Sometimes I wish I had returned to Damanhur
It’s been nearly two years since I was a New Life Citizen in Damanhur. The experience changed my life. As an older person seeking a new vision, I felt a renewed sense of purpose during my three months in the community. I even considered returning there to live. But instead, I moved across the US, recently relocating from a quiet island in the Pacific Northwest to a progressive city in the Southeast. In Damanhur terms, it was a Game of Life move for sure, shaking myself out of complacency in search of change. So far, it’s been both challenging and inspiring. And not without questions.
Sometimes I wish I had returned to Damanhur instead. Might it have been the better choice? I often wonder that. But then I realize that the question isn’t necessarily where to be at this point, but who to be, and how can I best express my own inner divinity within the greater community of our planet. I don’t have to live in Damanhur in order to participate. Damanhur is alive within me. It’s the creative essence of the place, the ideals, and community of individuals sharing a common purpose that I too share.
When I went to Damanhur, I felt drawn to many aspects of it. Threads of interests, some of which I’d had since childhood, came together into a collection of signs and synchronicities. There’s a writing term called the braided lyrical essay, where you take seemingly unconnected topics and weave them into a poetic story. It can be a combination of fact and fantasy which may or may not have a basic conclusion. But on some other level, the metaphors themselves derive the meaning of the journey. The reader’s imagination is free to fill in the rest, which is perhaps the most important element. It involves a kind of knowing and pervasive sense of mystery. Over time the deeper meaning of the story is revealed, not only to the reader, but to the writer as well.
Damanhur represents my braided lyrical essay. A greater part of my soul still lives there in the synchronic landscape, weaving among the people and acting on the collective vision. This connection keeps me on my path regardless of how rough and aimless it may seem at times. It embodies the narrative of my story in the world.
I have visited Damanhur once since my time as a New Lifer. I hope to return again someday, perhaps even to live. But for now I share the inspiring vision from where I am. The seeds that sprouted in Damanhur can be planted anywhere, in any situation where the threads of my soul braid into a lyrical tale of significance.

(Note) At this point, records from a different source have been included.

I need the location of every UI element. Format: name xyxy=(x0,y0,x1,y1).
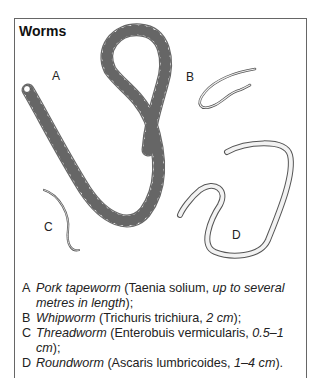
label-b: B xyxy=(186,70,194,84)
legend-item-c: C Threadworm (Enterobuis vermicularis, 0… xyxy=(22,326,307,356)
label-d: D xyxy=(232,228,241,242)
legend-item-a: A Pork tapeworm (Taenia solium, up to se… xyxy=(22,281,307,311)
legend-item-d: D Roundworm (Ascaris lumbricoides, 1–4 c… xyxy=(22,356,307,371)
legend: A Pork tapeworm (Taenia solium, up to se… xyxy=(22,281,307,371)
legend-item-b: B Whipworm (Trichuris trichiura, 2 cm); xyxy=(22,311,307,326)
tapeworm-illustration xyxy=(24,30,166,221)
label-c: C xyxy=(44,220,53,234)
label-a: A xyxy=(52,69,60,83)
whipworm-illustration xyxy=(200,69,255,108)
worm-illustrations xyxy=(0,0,317,280)
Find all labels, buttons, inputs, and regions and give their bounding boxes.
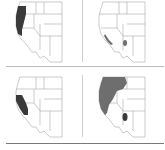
range-map-top-right — [83, 0, 165, 64]
range-map-bottom-left — [0, 75, 82, 139]
bottom-rule — [6, 143, 164, 144]
range-shading — [16, 95, 28, 115]
row-divider — [6, 66, 164, 67]
column-divider-top — [82, 0, 83, 62]
range-shading-patch — [123, 113, 128, 121]
range-map-top-left — [0, 0, 82, 64]
range-shading-patch — [123, 40, 127, 46]
range-map-bottom-right — [83, 75, 165, 139]
range-shading — [16, 6, 26, 36]
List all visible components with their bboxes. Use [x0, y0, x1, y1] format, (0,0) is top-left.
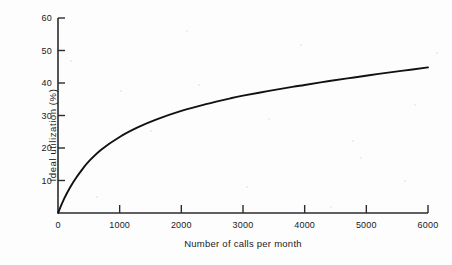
y-axis-title: Ideal utilization (%) — [47, 89, 58, 182]
x-axis-title: Number of calls per month — [184, 238, 302, 249]
x-tick-label: 1000 — [109, 221, 130, 230]
line-chart-plot — [0, 0, 452, 265]
data-series-line — [58, 67, 428, 213]
y-tick-label: 40 — [30, 79, 52, 88]
x-tick-label: 5000 — [356, 221, 377, 230]
x-tick-label: 0 — [55, 221, 60, 230]
x-tick-marks — [120, 205, 428, 213]
y-tick-marks — [58, 18, 65, 181]
chart-axes — [58, 18, 428, 213]
x-tick-label: 6000 — [418, 221, 439, 230]
x-tick-label: 4000 — [294, 221, 315, 230]
y-tick-label: 60 — [30, 14, 52, 23]
x-tick-label: 3000 — [233, 221, 254, 230]
x-tick-label: 2000 — [171, 221, 192, 230]
chart-figure: 102030405060 0100020003000400050006000 N… — [0, 0, 452, 265]
y-tick-label: 50 — [30, 46, 52, 55]
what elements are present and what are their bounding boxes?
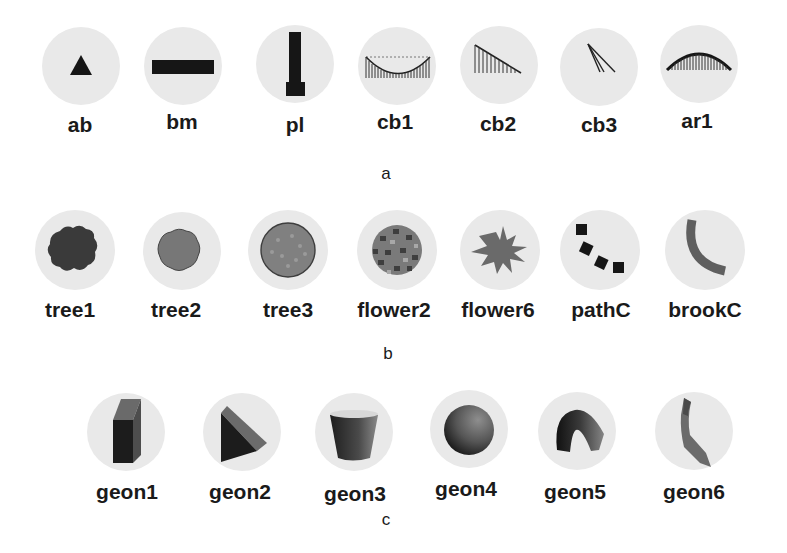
icon-circle-bm <box>144 27 222 105</box>
icon-circle-geon3 <box>315 393 393 471</box>
icon-circle-geon1 <box>87 393 165 471</box>
item-label: flower6 <box>438 298 558 322</box>
item-label: tree3 <box>228 298 348 322</box>
item-label: geon2 <box>180 480 300 504</box>
item-label: geon1 <box>67 480 187 504</box>
icon-circle-ar1 <box>660 25 738 103</box>
icon-circle-tree3 <box>248 210 328 290</box>
icon-circle-geon6 <box>655 392 733 470</box>
item-label: flower2 <box>334 298 454 322</box>
panel-letter-c: c <box>376 510 396 530</box>
icon-circle-flower6 <box>460 210 540 290</box>
panel-letter-a: a <box>376 164 396 184</box>
icon-circle-geon5 <box>538 392 616 470</box>
icon-circle-tree1 <box>35 210 115 290</box>
panel-letter-b: b <box>378 344 398 364</box>
item-label: geon6 <box>634 480 754 504</box>
item-label: geon3 <box>295 482 415 506</box>
icon-circle-cb1 <box>358 27 436 105</box>
icon-circle-geon2 <box>203 393 281 471</box>
icon-circle-tree2 <box>143 212 221 290</box>
icon-circle-cb3 <box>560 28 638 106</box>
item-label: geon5 <box>515 480 635 504</box>
icon-circle-brookC <box>665 210 745 290</box>
item-label: geon4 <box>406 477 526 501</box>
item-label: bm <box>122 110 242 134</box>
item-label: tree1 <box>10 298 130 322</box>
icon-circle-pathC <box>560 210 640 290</box>
icon-circle-cb2 <box>460 26 538 104</box>
item-label: ar1 <box>637 109 757 133</box>
icon-circle-pl <box>256 25 334 103</box>
item-label: tree2 <box>116 298 236 322</box>
icon-circle-flower2 <box>357 210 437 290</box>
item-label: cb1 <box>335 110 455 134</box>
icon-circle-ab <box>42 27 120 105</box>
icon-circle-geon4 <box>430 390 508 468</box>
item-label: pathC <box>541 298 661 322</box>
item-label: brookC <box>645 298 765 322</box>
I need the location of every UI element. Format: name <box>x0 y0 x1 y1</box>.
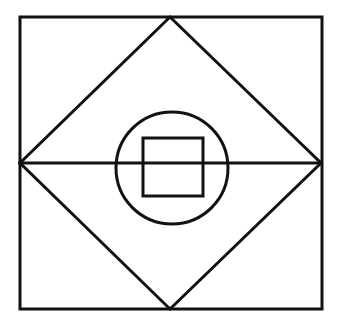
geometric-diagram <box>0 0 339 326</box>
central-circle <box>116 112 228 224</box>
inner-square <box>143 138 203 196</box>
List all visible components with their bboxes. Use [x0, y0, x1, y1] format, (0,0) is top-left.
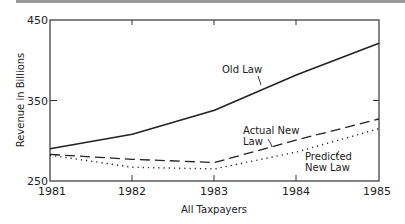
xtick-1983: 1983	[200, 185, 228, 198]
label-actual-line2: Law	[243, 136, 263, 147]
x-axis-title: All Taxpayers	[181, 204, 247, 215]
xtick-1985: 1985	[363, 185, 391, 198]
label-actual-line1: Actual New	[243, 125, 299, 136]
series-old-law	[50, 43, 379, 149]
ytick-450: 450	[27, 14, 48, 27]
label-predicted-line1: Predicted	[305, 151, 352, 162]
ytick-350: 350	[27, 95, 48, 108]
label-predicted-line2: New Law	[305, 162, 350, 173]
xtick-1982: 1982	[118, 185, 146, 198]
pointer-old-law	[258, 76, 261, 85]
label-old-law: Old Law	[222, 64, 262, 75]
xtick-1984: 1984	[282, 185, 310, 198]
y-axis-title: Revenue in Billions	[15, 53, 26, 148]
revenue-chart: 450 350 250 1981 1982 1983 1984 1985 All…	[0, 0, 405, 224]
pointer-actual	[268, 139, 272, 147]
xtick-1981: 1981	[38, 185, 66, 198]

Sometimes it takes a bit of temple-digging. And it’s not about finding a buried treasure, it’s about creating it, step by step, chisel by chisel, or like Leonardo Da Vinci when he spoke of liberating an angel from a block of stone. We humans must dig and create our own temples on faith and effort. We are in essence ascending underground and changing the collective soul by illuminating and creating in the depths and folds of former mysteries.
This is the light that lives within me and that I hope to share with others. I add my own metaphorical twists and poetic flares, translating the experience the best I can. People can enter freely into different parts of the story, sensing perhaps a glint of their own divinity there. I am a storyteller for a better world as I perceive it to be. What I have learned from my experiences of Damanhur is that we are entering a Renaissance of creative consciousness and that I am excited to be a part of it.